On a side note, some developers like myself, would love to see all stderr emitted from
a cgi to be read into it's own bucket so modules can do things with the stderr data --
aka a stderr_filter hook.
Such as:
- using stderr as an apache control channel. A cgi module can throttle up or
throttle down apache if a backend service is down...
- escalation of cgi errors in scripts (send an email here...write a log
there...etc.)
- making html based error reports displayed by a javascript popup HTML footer.
- etc.
Maybe it'll help solve this buffering issue.
> -----Original Message-----
> From: Cliff Woolley [SMTP:[EMAIL PROTECTED]]
> Sent: Monday, December 23, 2002 10:57 PM
> To: [EMAIL PROTECTED]; Greg Stein
> Subject: Re: CGI hosed in v2.0.43
>
> On Mon, 23 Dec 2002, Graham Leggett wrote:
>
> > The script gets as far as running cvs, which does part of what it needs
> > to do, and then hangs solid. No errors of any kind are logged in the
> > error log. The request eventually times out completely.
>
> We talked about this problem at length at the hackathon. There's a
> deadlock condition in 2.0's CGI handling (among others) that happens when
> various stdio buffers fill up at the wrong time. If the stderr buffer
> fills up while Apache is trying to read from stdout, for example. Greg
> Stein could explain it better than I can.
>
> Bottom line: I don't know that there's much we can do about this right
> now, but it is a known problem. If you're careful to read from stdin
> frequently and write to stdout/stderr in reasonably small chunks in your
> CGI, I *think* you can work around it.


Work instructions:
Look through the data and write out every line with the word "contour" in it.

Data extracted from a collection
##############################

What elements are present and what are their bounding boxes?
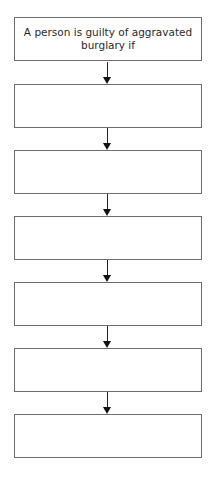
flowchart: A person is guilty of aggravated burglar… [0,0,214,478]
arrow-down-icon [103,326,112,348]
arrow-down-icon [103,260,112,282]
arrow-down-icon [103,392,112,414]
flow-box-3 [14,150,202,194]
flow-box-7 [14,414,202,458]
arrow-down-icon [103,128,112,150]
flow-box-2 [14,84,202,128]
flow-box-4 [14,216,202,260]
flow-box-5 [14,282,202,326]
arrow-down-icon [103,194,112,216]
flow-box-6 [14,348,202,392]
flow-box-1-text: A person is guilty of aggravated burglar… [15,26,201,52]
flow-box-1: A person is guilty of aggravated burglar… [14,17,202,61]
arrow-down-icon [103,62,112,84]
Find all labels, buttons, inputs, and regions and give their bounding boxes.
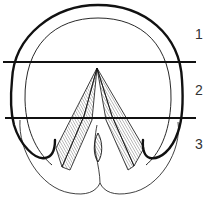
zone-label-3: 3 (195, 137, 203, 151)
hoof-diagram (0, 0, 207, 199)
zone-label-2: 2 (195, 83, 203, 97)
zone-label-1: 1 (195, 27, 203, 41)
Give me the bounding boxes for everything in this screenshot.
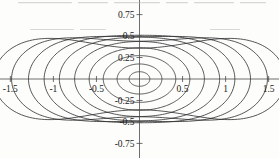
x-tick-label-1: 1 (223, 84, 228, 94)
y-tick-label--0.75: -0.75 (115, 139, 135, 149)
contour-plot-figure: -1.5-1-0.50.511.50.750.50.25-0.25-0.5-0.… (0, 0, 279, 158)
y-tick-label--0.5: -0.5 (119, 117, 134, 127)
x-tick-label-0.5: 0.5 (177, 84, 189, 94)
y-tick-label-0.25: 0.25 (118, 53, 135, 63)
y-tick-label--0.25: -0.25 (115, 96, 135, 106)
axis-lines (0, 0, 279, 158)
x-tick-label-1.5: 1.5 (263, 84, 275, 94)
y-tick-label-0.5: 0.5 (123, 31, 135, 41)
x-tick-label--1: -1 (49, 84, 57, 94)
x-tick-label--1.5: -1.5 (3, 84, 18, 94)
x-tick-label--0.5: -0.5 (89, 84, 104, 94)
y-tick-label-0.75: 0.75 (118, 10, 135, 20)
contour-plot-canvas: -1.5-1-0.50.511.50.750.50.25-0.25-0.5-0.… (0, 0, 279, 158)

##############################

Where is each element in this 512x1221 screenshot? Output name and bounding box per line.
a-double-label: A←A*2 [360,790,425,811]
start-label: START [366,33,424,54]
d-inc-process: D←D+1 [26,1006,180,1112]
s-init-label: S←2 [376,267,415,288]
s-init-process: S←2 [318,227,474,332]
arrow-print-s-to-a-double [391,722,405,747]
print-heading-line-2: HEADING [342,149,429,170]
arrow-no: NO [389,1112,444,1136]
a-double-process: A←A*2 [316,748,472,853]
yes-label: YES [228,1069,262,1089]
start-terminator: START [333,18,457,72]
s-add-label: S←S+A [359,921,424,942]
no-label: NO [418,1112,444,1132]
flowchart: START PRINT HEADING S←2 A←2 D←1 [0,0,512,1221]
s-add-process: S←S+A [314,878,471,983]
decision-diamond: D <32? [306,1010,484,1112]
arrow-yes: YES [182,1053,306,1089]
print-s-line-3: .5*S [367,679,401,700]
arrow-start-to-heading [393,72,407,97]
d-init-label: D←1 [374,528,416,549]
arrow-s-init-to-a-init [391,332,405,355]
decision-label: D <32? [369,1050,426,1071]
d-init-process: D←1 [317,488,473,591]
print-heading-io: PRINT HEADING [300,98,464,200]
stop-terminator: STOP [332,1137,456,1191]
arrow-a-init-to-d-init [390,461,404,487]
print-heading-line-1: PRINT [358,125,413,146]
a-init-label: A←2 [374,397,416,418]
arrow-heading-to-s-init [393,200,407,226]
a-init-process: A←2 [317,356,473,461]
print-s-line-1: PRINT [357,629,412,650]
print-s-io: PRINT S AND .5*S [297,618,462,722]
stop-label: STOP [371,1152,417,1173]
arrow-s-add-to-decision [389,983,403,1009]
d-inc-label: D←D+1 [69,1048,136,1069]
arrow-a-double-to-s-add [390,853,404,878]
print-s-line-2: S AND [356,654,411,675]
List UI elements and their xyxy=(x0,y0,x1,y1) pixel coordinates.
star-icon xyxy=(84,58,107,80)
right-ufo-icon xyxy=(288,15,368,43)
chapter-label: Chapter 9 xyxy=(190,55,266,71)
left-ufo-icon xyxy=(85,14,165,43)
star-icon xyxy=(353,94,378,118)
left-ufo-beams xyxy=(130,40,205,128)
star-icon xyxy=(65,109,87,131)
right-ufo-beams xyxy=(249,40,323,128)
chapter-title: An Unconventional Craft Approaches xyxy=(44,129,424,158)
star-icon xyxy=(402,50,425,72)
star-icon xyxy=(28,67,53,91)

##############################

Task answer:
contour-plot-figure: -1.5-1-0.50.511.50.750.50.25-0.25-0.5-0.… (0, 0, 279, 158)
contour-plot-canvas: -1.5-1-0.50.511.50.750.50.25-0.25-0.5-0.… (0, 0, 279, 158)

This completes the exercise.